From time to time we find in the notes to songs the editor's plea that 'This is surely a song written by Clare' and Deacon may well be right; or as right as anyone can be who has spent so long examining the manuscripts.

So far as I can see not one of the poems for which Clare is best remembered is cited as being influenced by the folk tradition in the whole of this book of songs, tunes and ms; so we never feel with the editor that 'once incarcerated in Northampton Asylum . . . an inexorable process of institutionalisation may have restricted his language and poetic vision but . . . even in this period Clare could rely on his roots in the [folk] tradition to inspire his muse.' To make such a statement is to ignore the simple fact that many of Clare's most fully characteristic and successful poems were written when he was 'incarcerated'. What of 'Love lives beyond/The tomb, the earth, which fades like dew', 'An Invite to Eternity', 'I Am', 'Clock-a-Clay', 'First Love', 'I Hid my Love', 'Meet me in the Green Glen', 'A Vision', that spiritual affirmation in which Clare said he 'kept my spirit with the free'? Apparently nothing according to Deacon. Yet it is in these poems that we meet Clare at his most memorable, writing from that eery sense of both spiritual and mental solitude which gave rise to his essential poetic self. So we can only agree with the editor's hypothesis if we ignore Clare's finest late poems.
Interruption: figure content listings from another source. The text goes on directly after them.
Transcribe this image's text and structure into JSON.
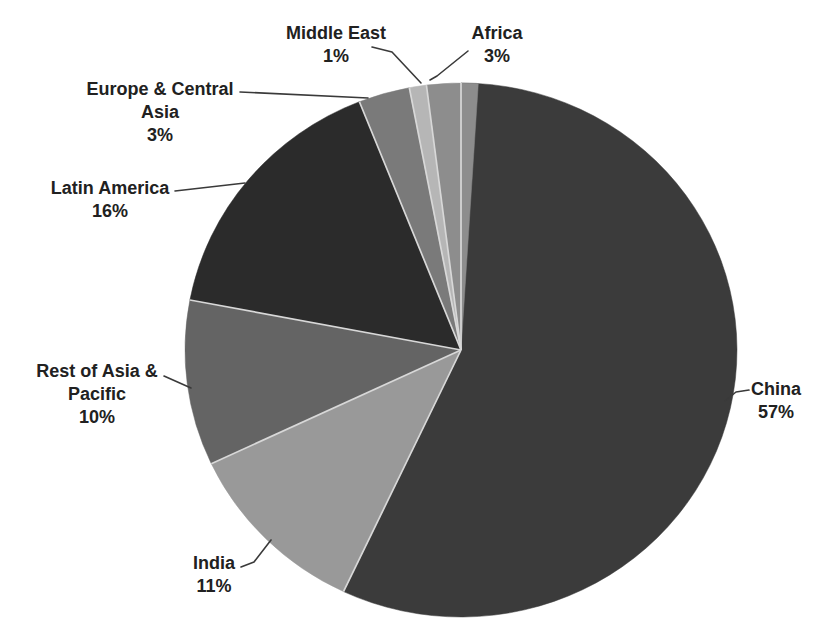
{
  "page": {
    "background": "#ffffff"
  },
  "chart_data": {
    "type": "pie",
    "title": "",
    "start_angle_deg": 0,
    "direction": "clockwise",
    "legend": "none",
    "label_style": "outside-with-leader-lines",
    "unit": "%",
    "categories": [
      "China",
      "India",
      "Rest of Asia & Pacific",
      "Latin America",
      "Europe & Central Asia",
      "Middle East",
      "Africa"
    ],
    "values": [
      57,
      11,
      10,
      16,
      3,
      1,
      3
    ],
    "points": [
      {
        "label": "China",
        "value": 57,
        "pct": "57%",
        "color": "#3b3b3b"
      },
      {
        "label": "India",
        "value": 11,
        "pct": "11%",
        "color": "#999999"
      },
      {
        "label": "Rest of Asia & Pacific",
        "value": 10,
        "pct": "10%",
        "color": "#646464"
      },
      {
        "label": "Latin America",
        "value": 16,
        "pct": "16%",
        "color": "#2b2b2b"
      },
      {
        "label": "Europe & Central Asia",
        "value": 3,
        "pct": "3%",
        "color": "#7a7a7a"
      },
      {
        "label": "Middle East",
        "value": 1,
        "pct": "1%",
        "color": "#b6b6b6"
      },
      {
        "label": "Africa",
        "value": 3,
        "pct": "3%",
        "color": "#8d8d8d"
      }
    ],
    "separator_color": "#d8d8d8",
    "leader_line_color": "#3a3a3a",
    "text_color": "#212121"
  }
}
Rather than proving an hypothesis, Deacon's achievement, which is not inconsiderable, is to make us re-examine Clare's work with a new-found awareness of the two traditions, both literary and oral, which do somehow meet in him. Throughout Clare's work we find poems with the title 'Song', and we can now see that these poems stem as much from memories of songs heard as a boy as any later read in books. Our awareness of their possible origins teaches us something of the nature of both the poet and the oral tradition which peeps from behind poems from time to time.

As such this very rich book is necessary reading for all Clare enthusiasts, and read in conjunction with that other study of songs as literature, James Reeves's The Idiom of the People, shows the reader who perhaps has only been taught the mainstream of English literature that things other than poems in the canon do affect what poets make of poetry.
JONATHAN BARKER

This review is taken from PN Review 35, Volume 10 Number 3, January - February 1984.